A suspected Facebook hacker from Nigeria has landed in trouble for committing the crime.
Consequently, Justice Agatha Okeke of the Federal High Court in Uyo, Akwa Ibom State has remanded one Vincent Harrison Chukwuemeka, an alleged serial Facebook hacker, in the Nigerian Correctional Service on a one-count charge of fraud to the tune of N407,000.
Trouble is said to have started when a certain Felicity Felix Ekpezu petitioned the Economic and Finance Crimes Commission on January 5, 2020, alleging that on December 26, 2019, she received strange chats on WhatsApp from for Chukwuemeka who claimed to be a female representative of Facebook and WhatsApp from the United States of America, by name Lisa.
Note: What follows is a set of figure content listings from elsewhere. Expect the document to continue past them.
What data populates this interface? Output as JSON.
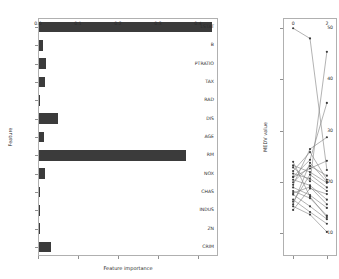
{
  "figure": {
    "width": 339,
    "height": 279,
    "background": "#ffffff",
    "bar_color": "#3b3b3b",
    "line_color": "#7f7f7f",
    "marker_color": "#3b3b3b"
  },
  "chart_data": [
    {
      "type": "bar",
      "orientation": "horizontal",
      "title": "",
      "xlabel": "Feature importance",
      "ylabel": "Feature",
      "xlim": [
        0.0,
        0.45
      ],
      "xticks": [
        0.0,
        0.1,
        0.2,
        0.3,
        0.4
      ],
      "xticklabels": [
        "0.0",
        "0.1",
        "0.2",
        "0.3",
        "0.4"
      ],
      "grid": false,
      "categories": [
        "LSTAT",
        "B",
        "PTRATIO",
        "TAX",
        "RAD",
        "DIS",
        "AGE",
        "RM",
        "NOX",
        "CHAS",
        "INDUS",
        "ZN",
        "CRIM"
      ],
      "values": [
        0.432,
        0.011,
        0.018,
        0.016,
        0.002,
        0.047,
        0.012,
        0.368,
        0.014,
        0.001,
        0.003,
        0.0005,
        0.031
      ]
    },
    {
      "type": "line",
      "title": "",
      "xlabel": "",
      "ylabel": "MEDV value",
      "xlim": [
        -0.6,
        2.6
      ],
      "ylim": [
        5.5,
        52
      ],
      "xticks": [
        0,
        2
      ],
      "xticklabels": [
        "0",
        "2"
      ],
      "yticks": [
        10,
        20,
        30,
        40,
        50
      ],
      "yticklabels": [
        "10",
        "20",
        "30",
        "40",
        "50"
      ],
      "grid": false,
      "marker": "o",
      "series": [
        {
          "name": "s1",
          "x": [
            0,
            1,
            2
          ],
          "values": [
            50.0,
            48.0,
            22.3
          ]
        },
        {
          "name": "s2",
          "x": [
            0,
            1,
            2
          ],
          "values": [
            23.2,
            21.9,
            19.8
          ]
        },
        {
          "name": "s3",
          "x": [
            0,
            1,
            2
          ],
          "values": [
            22.1,
            25.8,
            20.4
          ]
        },
        {
          "name": "s4",
          "x": [
            0,
            1,
            2
          ],
          "values": [
            21.6,
            20.6,
            18.2
          ]
        },
        {
          "name": "s5",
          "x": [
            0,
            1,
            2
          ],
          "values": [
            20.4,
            19.3,
            16.5
          ]
        },
        {
          "name": "s6",
          "x": [
            0,
            1,
            2
          ],
          "values": [
            19.9,
            23.1,
            21.2
          ]
        },
        {
          "name": "s7",
          "x": [
            0,
            1,
            2
          ],
          "values": [
            18.9,
            17.4,
            14.9
          ]
        },
        {
          "name": "s8",
          "x": [
            0,
            1,
            2
          ],
          "values": [
            18.2,
            16.8,
            13.4
          ]
        },
        {
          "name": "s9",
          "x": [
            0,
            1,
            2
          ],
          "values": [
            17.5,
            15.2,
            12.7
          ]
        },
        {
          "name": "s10",
          "x": [
            0,
            1,
            2
          ],
          "values": [
            16.5,
            14.1,
            11.8
          ]
        },
        {
          "name": "s11",
          "x": [
            0,
            1,
            2
          ],
          "values": [
            15.2,
            13.6,
            10.2
          ]
        },
        {
          "name": "s12",
          "x": [
            0,
            1,
            2
          ],
          "values": [
            14.5,
            18.7,
            17.6
          ]
        },
        {
          "name": "s13",
          "x": [
            0,
            1,
            2
          ],
          "values": [
            20.9,
            22.6,
            24.1
          ]
        },
        {
          "name": "s14",
          "x": [
            0,
            1,
            2
          ],
          "values": [
            19.4,
            26.4,
            28.7
          ]
        },
        {
          "name": "s15",
          "x": [
            0,
            1,
            2
          ],
          "values": [
            21.0,
            24.3,
            35.4
          ]
        },
        {
          "name": "s16",
          "x": [
            0,
            1,
            2
          ],
          "values": [
            22.8,
            20.1,
            45.4
          ]
        },
        {
          "name": "s17",
          "x": [
            0,
            1,
            2
          ],
          "values": [
            17.8,
            19.0,
            15.6
          ]
        },
        {
          "name": "s18",
          "x": [
            0,
            1,
            2
          ],
          "values": [
            16.1,
            21.4,
            18.9
          ]
        },
        {
          "name": "s19",
          "x": [
            0,
            1,
            2
          ],
          "values": [
            15.6,
            23.7,
            20.0
          ]
        },
        {
          "name": "s20",
          "x": [
            0,
            1,
            2
          ],
          "values": [
            23.9,
            17.1,
            13.1
          ]
        }
      ]
    }
  ]
}
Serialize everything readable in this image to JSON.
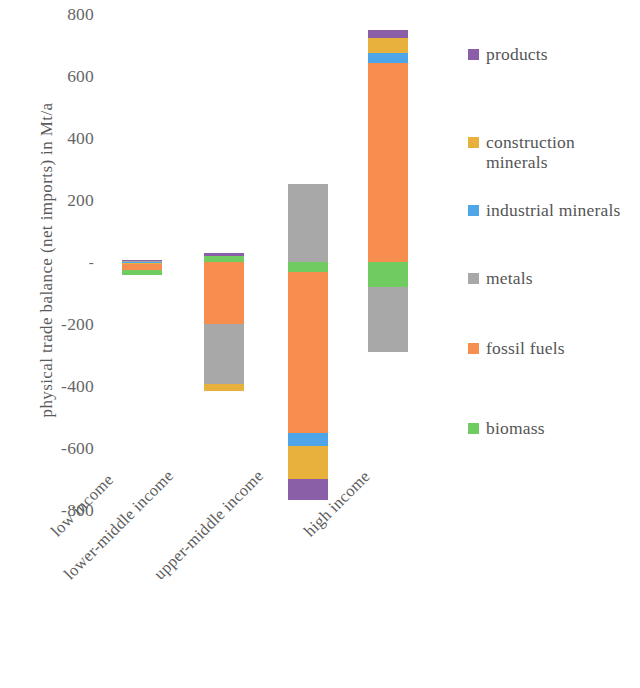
{
  "chart_data": {
    "type": "bar",
    "stacked": true,
    "title": "",
    "xlabel": "",
    "ylabel": "physical trade balance (net imports) in Mt/a",
    "categories": [
      "low income",
      "lower-middle income",
      "upper-middle income",
      "high income"
    ],
    "ylim": [
      -800,
      800
    ],
    "yticks": [
      800,
      600,
      400,
      200,
      0,
      -200,
      -400,
      -600,
      -800
    ],
    "ytick_labels": [
      "800",
      "600",
      "400",
      "200",
      "-",
      "-200",
      "-400",
      "-600",
      "-800"
    ],
    "grid": false,
    "legend_position": "right",
    "series": [
      {
        "name": "products",
        "color": "#8a5fa8",
        "values": [
          4,
          10,
          -68,
          26
        ]
      },
      {
        "name": "construction minerals",
        "color": "#e8b13c",
        "values": [
          -4,
          -20,
          -106,
          48
        ]
      },
      {
        "name": "industrial minerals",
        "color": "#4ea6e8",
        "values": [
          -2,
          -4,
          -42,
          32
        ]
      },
      {
        "name": "metals",
        "color": "#a8a8a8",
        "values": [
          -5,
          -195,
          251,
          -210
        ]
      },
      {
        "name": "fossil fuels",
        "color": "#f78d4e",
        "values": [
          -20,
          -200,
          -520,
          642
        ]
      },
      {
        "name": "biomass",
        "color": "#70cc60",
        "values": [
          -16,
          20,
          -32,
          -80
        ]
      }
    ]
  },
  "axis": {
    "y_title": "physical trade balance (net imports) in Mt/a",
    "ticks": [
      {
        "label": "800",
        "value": 800
      },
      {
        "label": "600",
        "value": 600
      },
      {
        "label": "400",
        "value": 400
      },
      {
        "label": "200",
        "value": 200
      },
      {
        "label": "-",
        "value": 0
      },
      {
        "label": "-200",
        "value": -200
      },
      {
        "label": "-400",
        "value": -400
      },
      {
        "label": "-600",
        "value": -600
      },
      {
        "label": "-800",
        "value": -800
      }
    ],
    "categories": [
      {
        "label": "low income"
      },
      {
        "label": "lower-middle income"
      },
      {
        "label": "upper-middle income"
      },
      {
        "label": "high income"
      }
    ]
  },
  "legend": {
    "items": [
      {
        "label": "products",
        "color": "#8a5fa8"
      },
      {
        "label": "construction minerals",
        "color": "#e8b13c"
      },
      {
        "label": "industrial minerals",
        "color": "#4ea6e8"
      },
      {
        "label": "metals",
        "color": "#a8a8a8"
      },
      {
        "label": "fossil fuels",
        "color": "#f78d4e"
      },
      {
        "label": "biomass",
        "color": "#70cc60"
      }
    ]
  },
  "bars": {
    "low_income": {
      "name": "low income",
      "segments": [
        {
          "series": "products",
          "from": 8,
          "to": 4
        },
        {
          "series": "metals",
          "from": 4,
          "to": -1
        },
        {
          "series": "industrial minerals",
          "from": -1,
          "to": -3
        },
        {
          "series": "construction minerals",
          "from": -3,
          "to": -7
        },
        {
          "series": "fossil fuels",
          "from": -7,
          "to": -27
        },
        {
          "series": "biomass",
          "from": -27,
          "to": -43
        }
      ]
    },
    "lower_middle_income": {
      "name": "lower-middle income",
      "segments": [
        {
          "series": "products",
          "from": 30,
          "to": 20
        },
        {
          "series": "biomass",
          "from": 20,
          "to": 0
        },
        {
          "series": "fossil fuels",
          "from": 0,
          "to": -200
        },
        {
          "series": "metals",
          "from": -200,
          "to": -395
        },
        {
          "series": "construction minerals",
          "from": -395,
          "to": -415
        }
      ]
    },
    "upper_middle_income": {
      "name": "upper-middle income",
      "segments": [
        {
          "series": "metals",
          "from": 251,
          "to": 0
        },
        {
          "series": "biomass",
          "from": 0,
          "to": -32
        },
        {
          "series": "fossil fuels",
          "from": -32,
          "to": -552
        },
        {
          "series": "industrial minerals",
          "from": -552,
          "to": -594
        },
        {
          "series": "construction minerals",
          "from": -594,
          "to": -700
        },
        {
          "series": "products",
          "from": -700,
          "to": -768
        }
      ]
    },
    "high_income": {
      "name": "high income",
      "segments": [
        {
          "series": "products",
          "from": 748,
          "to": 722
        },
        {
          "series": "construction minerals",
          "from": 722,
          "to": 674
        },
        {
          "series": "industrial minerals",
          "from": 674,
          "to": 642
        },
        {
          "series": "fossil fuels",
          "from": 642,
          "to": 0
        },
        {
          "series": "biomass",
          "from": 0,
          "to": -80
        },
        {
          "series": "metals",
          "from": -80,
          "to": -290
        }
      ]
    }
  }
}
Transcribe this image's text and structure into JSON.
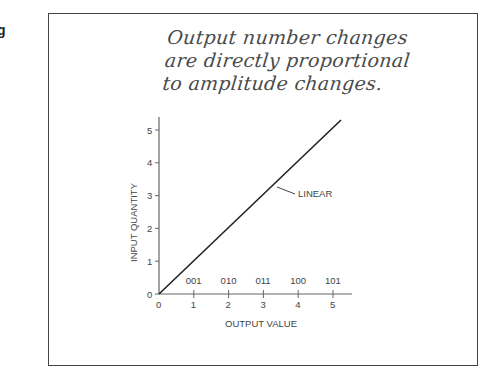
{
  "edge_text": "g",
  "chart_data": {
    "type": "line",
    "title": "",
    "annotation_lines": [
      "Output number changes",
      "are directly proportional",
      "to amplitude changes."
    ],
    "xlabel": "OUTPUT VALUE",
    "ylabel": "INPUT QUANTITY",
    "x_ticks": [
      "0",
      "1",
      "2",
      "3",
      "4",
      "5"
    ],
    "y_ticks": [
      "0",
      "1",
      "2",
      "3",
      "4",
      "5"
    ],
    "binary_codes": [
      "001",
      "010",
      "011",
      "100",
      "101"
    ],
    "xlim": [
      0,
      5.5
    ],
    "ylim": [
      0,
      5.4
    ],
    "grid": false,
    "series": [
      {
        "name": "LINEAR",
        "x": [
          0,
          1,
          2,
          3,
          4,
          5,
          5.2
        ],
        "y": [
          0,
          1,
          2,
          3,
          4,
          5,
          5.2
        ]
      }
    ],
    "series_label": "LINEAR",
    "colors": {
      "line": "#222222",
      "axis": "#555555",
      "text": "#444444"
    }
  }
}
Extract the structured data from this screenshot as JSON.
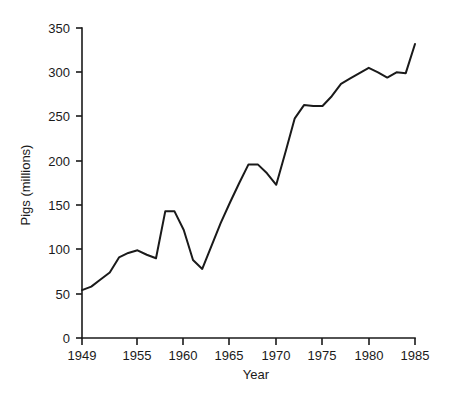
{
  "chart_data": {
    "type": "line",
    "title": "",
    "subtitle": "",
    "xlabel": "Year",
    "ylabel": "Pigs (millions)",
    "xlim": [
      1948,
      1986
    ],
    "ylim": [
      0,
      350
    ],
    "grid": false,
    "legend": null,
    "legend_position": "none",
    "line_color": "#1a1a1a",
    "background_color": "#ffffff",
    "x_ticks": [
      1949,
      1955,
      1960,
      1965,
      1970,
      1975,
      1980,
      1985
    ],
    "x_tick_labels": [
      "1949",
      "1955",
      "1960",
      "1965",
      "1970",
      "1975",
      "1980",
      "1985"
    ],
    "y_ticks": [
      0,
      50,
      100,
      150,
      200,
      250,
      300,
      350
    ],
    "y_tick_labels": [
      "0",
      "50",
      "100",
      "150",
      "200",
      "250",
      "300",
      "350"
    ],
    "series": [
      {
        "name": "Pigs (millions)",
        "x": [
          1949,
          1950,
          1951,
          1952,
          1953,
          1954,
          1955,
          1956,
          1957,
          1958,
          1959,
          1960,
          1961,
          1962,
          1963,
          1964,
          1965,
          1966,
          1967,
          1968,
          1969,
          1970,
          1971,
          1972,
          1973,
          1974,
          1975,
          1976,
          1977,
          1978,
          1979,
          1980,
          1981,
          1982,
          1983,
          1984,
          1985
        ],
        "values": [
          54,
          58,
          66,
          74,
          91,
          96,
          99,
          94,
          90,
          143,
          143,
          122,
          88,
          78,
          104,
          130,
          153,
          175,
          196,
          196,
          186,
          173,
          210,
          248,
          263,
          262,
          262,
          273,
          287,
          293,
          299,
          305,
          300,
          294,
          300,
          299,
          332
        ]
      }
    ]
  }
}
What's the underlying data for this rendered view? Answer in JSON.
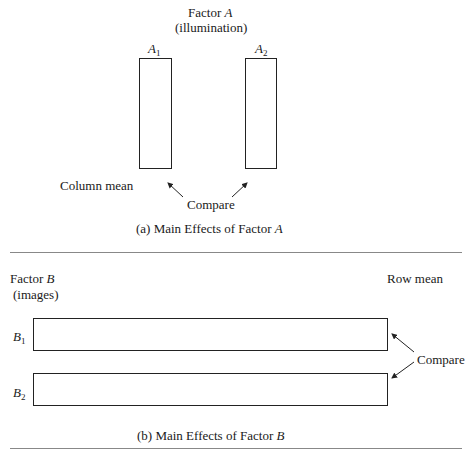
{
  "panel_a": {
    "factor_label": "Factor",
    "factor_var": "A",
    "factor_desc": "(illumination)",
    "levels": [
      {
        "var": "A",
        "sub": "1"
      },
      {
        "var": "A",
        "sub": "2"
      }
    ],
    "mean_label": "Column mean",
    "compare_label": "Compare",
    "caption_prefix": "(a) Main Effects of Factor",
    "caption_var": "A"
  },
  "panel_b": {
    "factor_label": "Factor",
    "factor_var": "B",
    "factor_desc": "(images)",
    "levels": [
      {
        "var": "B",
        "sub": "1"
      },
      {
        "var": "B",
        "sub": "2"
      }
    ],
    "mean_label": "Row mean",
    "compare_label": "Compare",
    "caption_prefix": "(b) Main Effects of Factor",
    "caption_var": "B"
  }
}
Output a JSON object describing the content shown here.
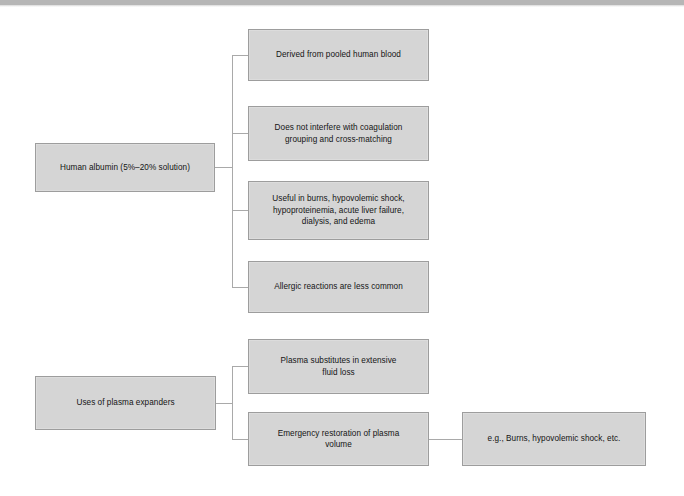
{
  "page": {
    "background_color": "#ffffff",
    "top_bar_color": "#b6b6b6",
    "node_fill_color": "#d5d5d5",
    "node_border_color": "#9d9d9d",
    "connector_color": "#a9a9a9",
    "text_color": "#141414"
  },
  "diagram": {
    "type": "flowchart",
    "orientation": "left-to-right",
    "groups": [
      {
        "id": "human-albumin",
        "root_label": "Human albumin (5%–20% solution)",
        "children": [
          {
            "id": "derived",
            "label": "Derived from pooled human blood"
          },
          {
            "id": "coagulation",
            "label": "Does not interfere with coagulation\ngrouping and cross-matching"
          },
          {
            "id": "useful",
            "label": "Useful in burns, hypovolemic shock,\nhypoproteinemia, acute liver failure,\ndialysis, and edema"
          },
          {
            "id": "allergic",
            "label": "Allergic reactions are less common"
          }
        ]
      },
      {
        "id": "plasma-expanders",
        "root_label": "Uses of plasma expanders",
        "children": [
          {
            "id": "substitutes",
            "label": "Plasma substitutes in extensive\nfluid loss"
          },
          {
            "id": "emergency",
            "label": "Emergency restoration of plasma\nvolume",
            "children": [
              {
                "id": "examples",
                "label": "e.g., Burns, hypovolemic shock, etc."
              }
            ]
          }
        ]
      }
    ]
  }
}
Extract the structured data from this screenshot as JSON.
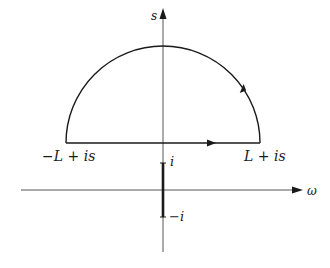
{
  "diagram": {
    "type": "contour-integral",
    "axes": {
      "vertical_label": "s",
      "horizontal_label": "ω"
    },
    "contour": {
      "shape": "closed semicircle",
      "left_endpoint_label": "−L + is",
      "right_endpoint_label": "L + is",
      "orientation": "counterclockwise"
    },
    "branch_cut": {
      "top_label": "i",
      "bottom_label": "−i"
    },
    "colors": {
      "stroke": "#1a1a1a",
      "axis": "#555555"
    }
  }
}
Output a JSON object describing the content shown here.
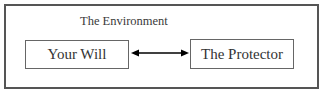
{
  "diagram": {
    "container": {
      "label": "The Environment"
    },
    "nodes": [
      {
        "id": "your-will",
        "label": "Your Will"
      },
      {
        "id": "the-protector",
        "label": "The Protector"
      }
    ],
    "edges": [
      {
        "from": "your-will",
        "to": "the-protector",
        "direction": "bidirectional"
      }
    ],
    "colors": {
      "border": "#555555",
      "text": "#333333",
      "arrow": "#000000"
    }
  }
}
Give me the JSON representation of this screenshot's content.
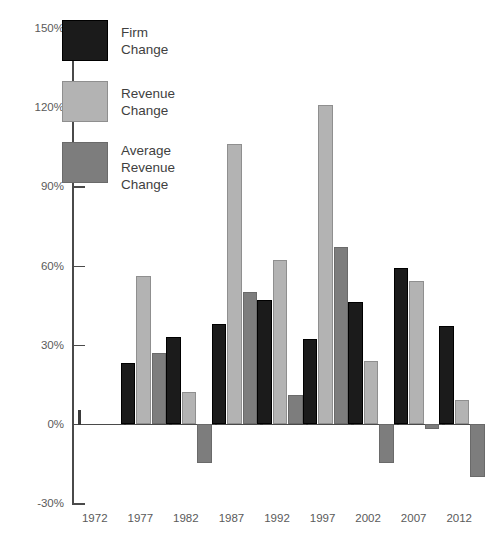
{
  "chart_data": {
    "type": "bar",
    "title": "",
    "xlabel": "",
    "ylabel": "",
    "ylim": [
      -30,
      150
    ],
    "ytick_step": 30,
    "grid": false,
    "legend_position": "top-left",
    "categories": [
      "1972",
      "1977",
      "1982",
      "1987",
      "1992",
      "1997",
      "2002",
      "2007",
      "2012"
    ],
    "ytick_labels": [
      "150%",
      "120%",
      "90%",
      "60%",
      "30%",
      "0%",
      "-30%"
    ],
    "ytick_values": [
      150,
      120,
      90,
      60,
      30,
      0,
      -30
    ],
    "series": [
      {
        "name": "Firm Change",
        "color": "#1b1b1b",
        "values": [
          null,
          23,
          33,
          38,
          47,
          32,
          46,
          59,
          37
        ]
      },
      {
        "name": "Revenue Change",
        "color": "#b3b3b3",
        "values": [
          null,
          56,
          12,
          106,
          62,
          121,
          24,
          54,
          9
        ]
      },
      {
        "name": "Average Revenue Change",
        "color": "#7d7d7d",
        "values": [
          null,
          27,
          -15,
          50,
          11,
          67,
          -15,
          -2,
          -20
        ]
      }
    ]
  },
  "legend": {
    "items": [
      {
        "label": "Firm Change",
        "swatch": "firm"
      },
      {
        "label": "Revenue Change",
        "swatch": "revenue"
      },
      {
        "label": "Average\nRevenue\nChange",
        "swatch": "avg"
      }
    ]
  },
  "axis": {
    "y_labels": [
      "150%",
      "120%",
      "90%",
      "60%",
      "30%",
      "0%",
      "-30%"
    ],
    "x_labels": [
      "1972",
      "1977",
      "1982",
      "1987",
      "1992",
      "1997",
      "2002",
      "2007",
      "2012"
    ]
  }
}
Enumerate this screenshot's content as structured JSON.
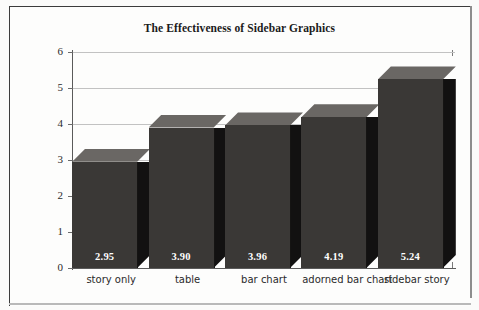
{
  "chart_data": {
    "type": "bar",
    "title": "The Effectiveness of Sidebar Graphics",
    "xlabel": "",
    "ylabel": "Accuracy",
    "categories": [
      "story only",
      "table",
      "bar chart",
      "adorned bar chart",
      "sidebar story"
    ],
    "values": [
      2.95,
      3.9,
      3.96,
      4.19,
      5.24
    ],
    "value_labels": [
      "2.95",
      "3.90",
      "3.96",
      "4.19",
      "5.24"
    ],
    "ylim": [
      0,
      6
    ],
    "yticks": [
      0,
      1,
      2,
      3,
      4,
      5,
      6
    ],
    "ytick_labels": [
      "0",
      "1",
      "2",
      "3",
      "4",
      "5",
      "6"
    ],
    "grid": true,
    "legend": null,
    "style": "3d-bar",
    "colors": {
      "bar_front": "#3a3836",
      "bar_side": "#121111",
      "bar_top": "#6a6764",
      "gridline": "#c2c2c2",
      "axis": "#5a5a5a",
      "value_text": "#ffffff",
      "background": "#fdfdfc"
    }
  }
}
A statement by the EFCC said the complainant alleged that the defendant informed her that she had won $971 (Nine hundred and seventy-one United States Dollars) and an iPhone 6s, and requested her to pay N407,000 to redeem the items.
But after making the payment to the defendant, the complainant said she started receiving calls from her friends and family members who accused her of duping them using her Facebook account.
According to the complainant, it was at this point that it dawned on her that “Lisa” had hacked her Facebook account and duped her friends and family members.
The defendant who was arrested on October 17, 2020, in his apartment at Ogidi Local Government Area of Anambra State, and confessed to the crime.
The one-count charge against Chukwuemeka reads “That you Vincent Harrison Chukwuemeka “M” on or about the 26th of December, 2019 at Uyo within the jurisdiction of this Honourable Court with intent to defraud did obtain the total sum of N407, 000.00 (Four hundred and seven thousand naira only) from one Felicity Felix Ekpezu “F” under the pretence that you are Lisa a representative of Facebook/WhatsApp and that the said Felicity Felix Ekpezu had won $971 and an iPhone 6s, thereby requesting her to pay some money into your account in order to redeem the prize she won which she did, a pretence you knew to be false and thereby committed an offence contrary to Section 1 (1) (a) of the Advance Fee Fraud and Other Fraud Related Offences Act 2006 and punishable under Section 1 (3) of the same Act”.
The defendant pleaded “not guilty”.
In view of his plea, Nwandu Ukoha, counsel for the EFCC prayed the court for a trial date and for the defendant to be remanded in the custody of the Nigeria Correctional Service.